The Go Horse, Heavyweight MMA, and Always Being Wrong About Everything

 

I didn’t believe in Fabricio Werdum; not back in 2010 when I walked into HP Pavilion. And why should I have? The stoic Russian (is there another kind?), the silent destroyer of Stary Oskol, the Last Emperor, Fedor Emelianenko was the Baddest Heavyweight of All Time. He hadn’t lost in 30 fights, in 10 years. He was the 10-1 favorite. And what was Werdum? A gangly, awkward jiu-jitsu ace with a nickname as goofy as his personality: Vai Cavalo – The “Go Horse.” Werdum’s walk-in was a party, a conga-line of jubilant Brazilians, dancing and laughing. It all made sense, of course: there was no way he was going to beat Emelianenko, so you might as well have a good time? It was certainly different than Fedor’s walkout – an orchestral march fitting in majesty for the Czar of Combat. The stage was set, the cage locked, and the heavyweights collided. What happened in the minute and nine seconds after the bell rang is cannon – Fabricio sits to guard after eating one of Fedor’s murderball punches, Fedor follows down, and the trap is sprung. Long, horse-like legs locked tight around Fedor’s neck. Oxygen became precious. Time stopped. Each member of the crowd had their own internal grappling match with disbelief.  And then there was one solemn tap. Fedor had lost. Fabricio had won. The Russians walked to the exits, quietly and stoically. The Brazilians left as they came, laughing and dancing in a conga line. I didn’t believe in Fabricio Werdum, and I was wrong.

 

So six years passed, and, oh, how did the Go Horse go. After the win over Fedor, he lost a bizarre and boring decision to the escaped laboratory experiment that was Overeem. Beside that aberration, he crushed  - smashing Roy Nelson, Big Nog, Travis Browne, Mark Hunt, and capping the run off with a submission of Cain Velasquez. And now I believed in Fabricio Werdum, the Heavyweight Champion of the World. More than that, I was beginning to come around to the thesis that, improbable and strange as it was to think, that perhaps Werdum would prove not only horse but GOAT. Who else but he? Had he not knocked off all other contenders? Cain Velasquez, Big Nog, even the great Fedor Emelianenko, definitive stoppage wins over all of them. Could this rubber-faced clown of a goofy Brazilian really hold the mantle of the Baddest Man of All Time?

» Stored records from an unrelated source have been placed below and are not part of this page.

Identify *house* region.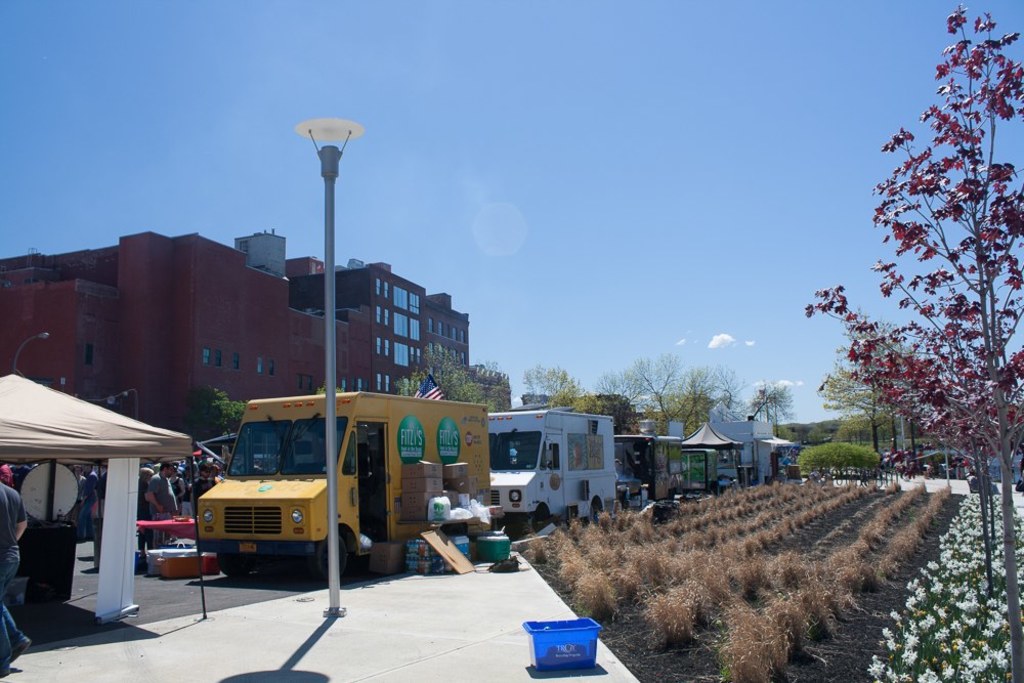
Region: bbox=[613, 433, 689, 512].
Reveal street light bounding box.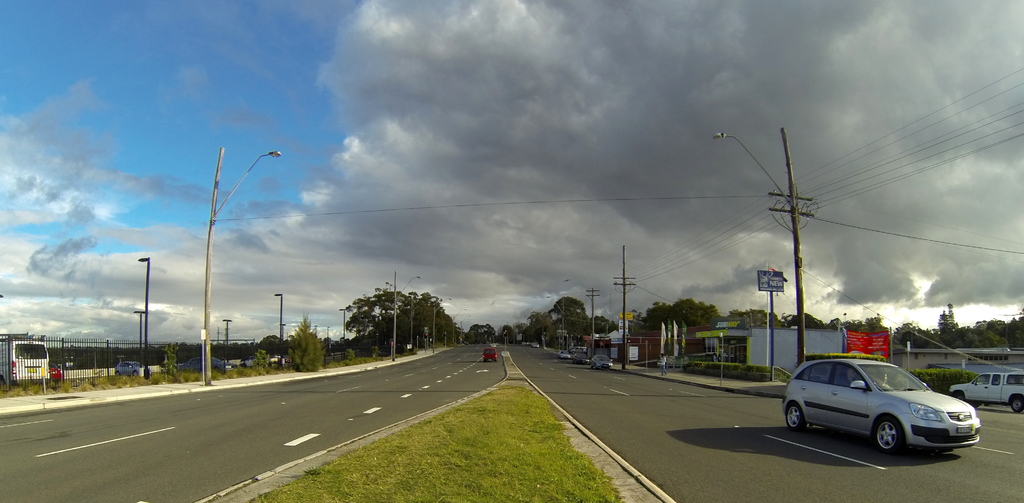
Revealed: x1=906, y1=340, x2=911, y2=377.
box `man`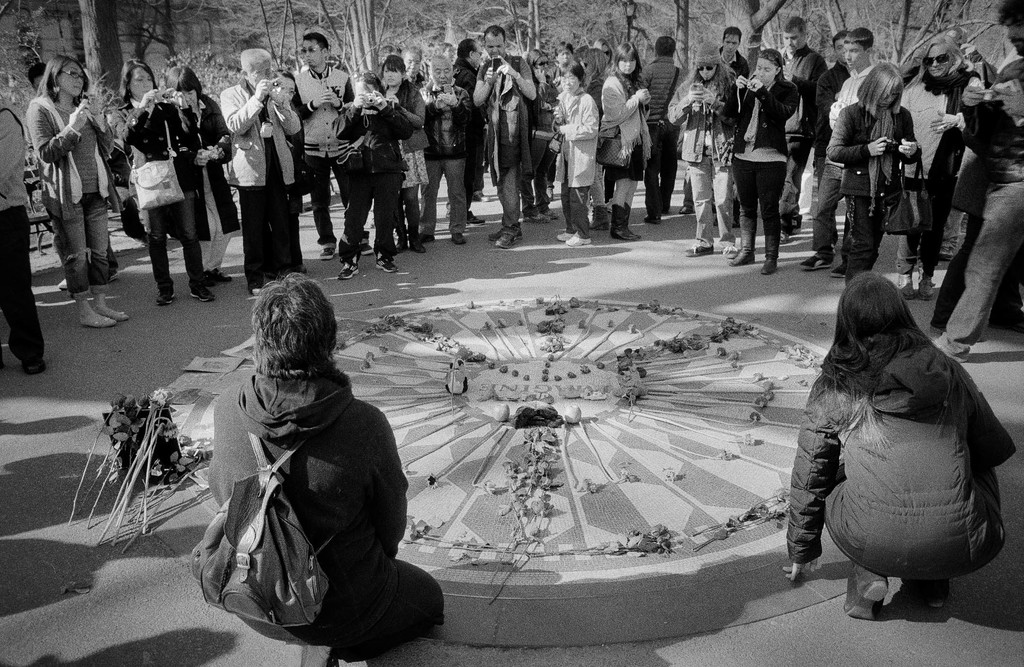
(394, 46, 428, 96)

The greatest heavyweight to ever don the tiny gloves? That was how I sold his first title defense to my friends. I listed his myriad achievements and confidently picked him as a favorite over Stipe Miocic, the Croat from Cleveland. Miocic was a firefighter, a wrestler, a boxer, and a baseball player – an all-around workhorse of an athlete and fighter. Stipe also seemed pretty awesome – with a self-confidence that seemed almost vacuous. To me he seemed Forrest Gump-like.  When I think of Stipe, I think of something King Mo once said about Johny Hendricks – “Johny’s too dumb to get tired.” I wonder if something similar is not true of Miocic. So it was not as though I discounted the American. No, I simply believed in Werdum.

 

Well, goddamnit, turns out I am wrong about everything. Miocic faceplanted Werdum with a fadeaway cross, a “get-away from me” punch that caught Werdum coming in – nay, charging in. As Jack Slack says, striking is about creating collisions, and even if Stipe’s fist only weighed a pound, Werdum had brought all 240 pounds of his mass crashing into the appendage. Lights out. It was  a long way from 6’4” to the canvas, and somewhere on that trip Fabricio Werdum left our world and entered the Land of Wind and Ghosts. And New Heavyweight Champion of the World, Stipe Miocic. “Was it supposed to happen that way?” my friends, new to the sport and these figures, asked me. “I thought Werdum was really good.”

 

So did I.

 

What did I learn here? Never bet on heavyweight MMA. It’s a coin toss. The human body is just not designed to take striking damage from a 250+ pound person. It’s a sword fight. Whoever strikes first blood probably wins. Don’t bother making predictions about who comes out unscathed, just wait to enjoy the show.

 

And what of Vai Cavalo? Is he still in the running for the best heavyweight of all time?

 

No. Fedor Emelianenko is the best heavyweight of all time. But I’m always wrong about everything. Are you really going to take my word for it?